Afterwards I listen to Gregg Kowalsky’s “Maliblue Dream Sequence.” This latter work, however, is itself part of a larger sequence, one that lifts me up and carries me to Tom Shroder’s book Acid Test: LSD, Ecstasy, and the Power to Heal. The Thompson film, by the way, is quite magical, and deeply psychedelic, though I recommend updating it with an alternate soundtrack. Its portrait of the mid-twentieth-century Big Apple is of course entirely too celebratory and consumerist — the gaze remaining leisurely and bemused as it collects phantasmatic snapshots of metropolitan texture and sensation.
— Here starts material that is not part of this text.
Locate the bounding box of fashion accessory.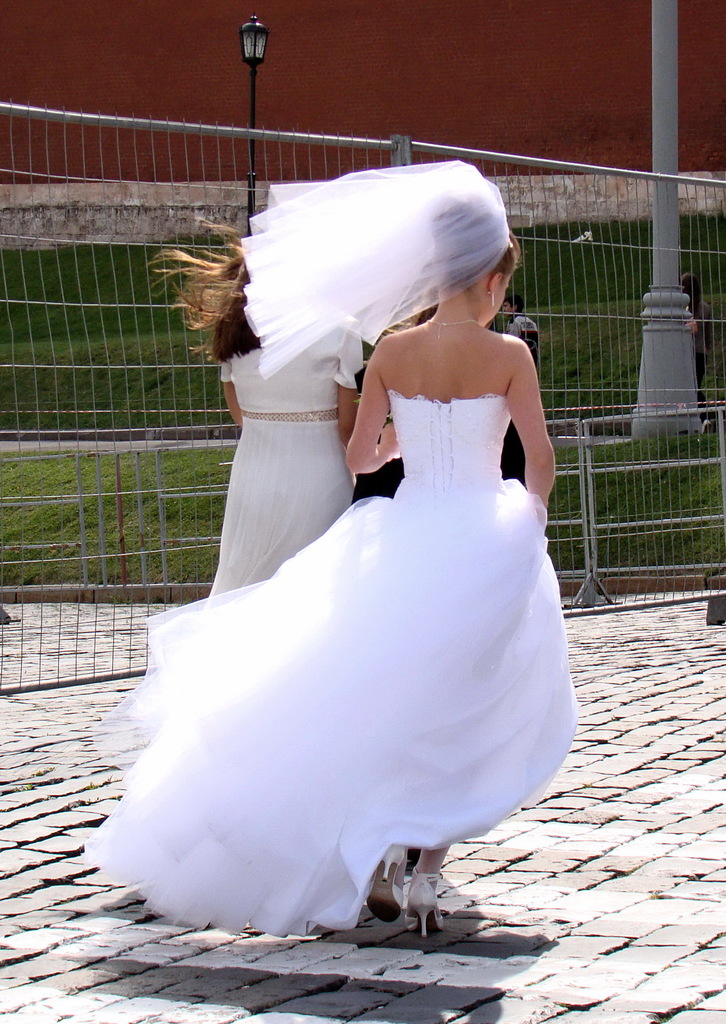
Bounding box: rect(240, 154, 511, 390).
As a renewal of perception, however, it’s a success.

Tuesday October 10, 2017

Despite what I wrote yesterday, let it be said that, in his book Heaven and Hell, Aldous Huxley sometimes manages to get things remarkably right. Describing a “jungle” painting by Henri Rousseau, for instance, Huxley exclaims, “I look at those leaves with their architecture of veins, their stripes and mottlings, I peer into the depths of interlacing greenery, and something in me is reminded of those living patterns, so characteristic of the visionary world, of those endless births and proliferations of geometrical forms that turn into objects, of things that are forever being transmuted into other things” (128).

henri-rousseau

Call it the Koyaanisqatsi effect. And while contemplating (or what our friends of the past used to call “grokking”), get picked up and blown away to the psychedelic brilliance of J Dilla’s Donuts. I also admire Huxley’s discussion of art that adopts a “non-human” point of view, humanity a mere blip amidst some vast uncharted wild. The de-individuation that occurs when we occupy that point of view is for Huxley a kind of peak experience. Thought abstracts itself into that which the ancients rendered in arabesques and frescoes of gardens. Better by far, though, I think, to remain a self or a person surrounded by “the country of lit-upness” (le Pays d’Éclairement), a kind of forest-world rich with meaning, inhabitants half-paranoid, half-mad, enchanted with abstract shapes and patterns. With faith, we can ensure that this country of the mind surrounds us in a way that is blissful and not appalling. More and more, I find myself wanting to put the kibosh on technology. Especially cars and social media. But of course, by that I probably only mean technology shaped and deployed by capitalism. Do away with banks, nation-states, militaries, businesses. I don’t know the particulars of what the alternative would entail, but I know what gives me grief. Maybe I should investigate decentralized crypto-currencies, nevermind their association with right-libertarian assholes. And perhaps I should start showing my “Utopias” students episodes of Outliers. In the meantime, I prefer to watch “Elise” by Blondes.